Based in Vancouver, on the territories of the Musqueam, Squamish, and Tsleil-Waututh Nations, and working with organizations across Canada.

The collective.

What is the collective?

Apipunsit is a collective by design. You work directly with Genesa as senior partner on every engagement; when a season genuinely calls for a specialist, she brings in someone she knows, trusts, and would stand behind. The principle is restraint — the right people, at the right time, and only then. More about the collective.

Why a collective, not a firm?

A firm sells you its capacity, so the more of it you use, the better for the firm. A collective is the opposite: it brings exactly what the season needs and nothing it doesn't. That keeps the work close to Genesa, the cost honest, and the practice true to its name — contribution over overhead.

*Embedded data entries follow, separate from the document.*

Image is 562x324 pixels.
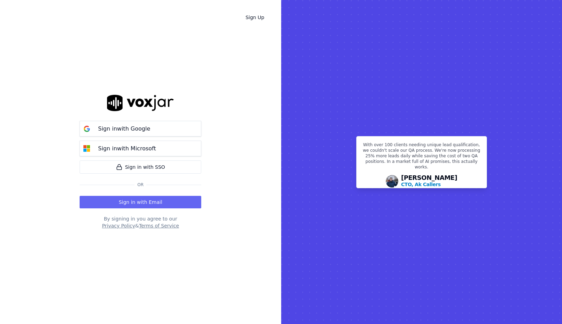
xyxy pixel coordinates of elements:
[98,125,150,133] p: Sign in with Google
[139,223,179,229] button: Terms of Service
[80,121,201,137] button: Sign inwith Google
[80,216,201,229] div: By signing in you agree to our &
[401,175,458,188] div: [PERSON_NAME]
[80,196,201,209] button: Sign in with Email
[107,95,174,111] img: logo
[135,182,146,188] span: Or
[401,181,441,188] p: CTO, Ak Callers
[80,161,201,174] a: Sign in with SSO
[80,141,201,156] button: Sign inwith Microsoft
[98,145,156,153] p: Sign in with Microsoft
[240,11,270,24] a: Sign Up
[102,223,135,229] button: Privacy Policy
[361,142,483,173] p: With over 100 clients needing unique lead qualification, we couldn't scale our QA process. We're ...
[80,122,94,136] img: google Sign in button
[80,142,94,156] img: microsoft Sign in button
[386,175,398,188] img: Avatar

How do you decide when to bring someone in?

Only when the work genuinely needs a specialist's hands — structural governance work, the finance side of a combination, the human side of a restructuring. When it doesn't, Genesa does the work herself. The collective expands and contracts with the season; you never pay for a standing team.

Which disciplines are in the collective?

Finance, HR and people, legal, government relations, marketing and communications, and executive search — trusted specialists Genesa has worked with and vouches for, brought in only when a season calls. (Governance she leads herself, through Governance & Board.) See the disciplines.

Confidentiality.

Is everything confidential?

Yes. The work happens in the hardest, most private seasons of an organization's life, so discretion is the foundation — not a policy bolted on. It's the thing the whole practice rests on.

How is confidentiality held in practice?

Each engagement is covered by its own agreement — scope, confidentiality, and how information is handled — set out plainly before anything begins. There's no boilerplate, and you'll always know what's covered, what stays private, and what happens to anything you share. How confidentiality is held.

What happens to what I share through the form or email?

It comes straight to Genesa, is held in confidence, and is never sold, shared, or used to market to you. It's kept only as long as needed to respond and, if we work together, for the life of that engagement — and you can ask to see, correct, or delete it at any time.

Why are there no client names or case studies on the site?

Because the leaders and organizations who trusted the practice in a hard season did so privately, and that trust outlasts any marketing value their name could add. The absence of showcased work is not a gap — it is the proof of how the work is held.

Didn't find your question? That's reason enough to begin a conversation.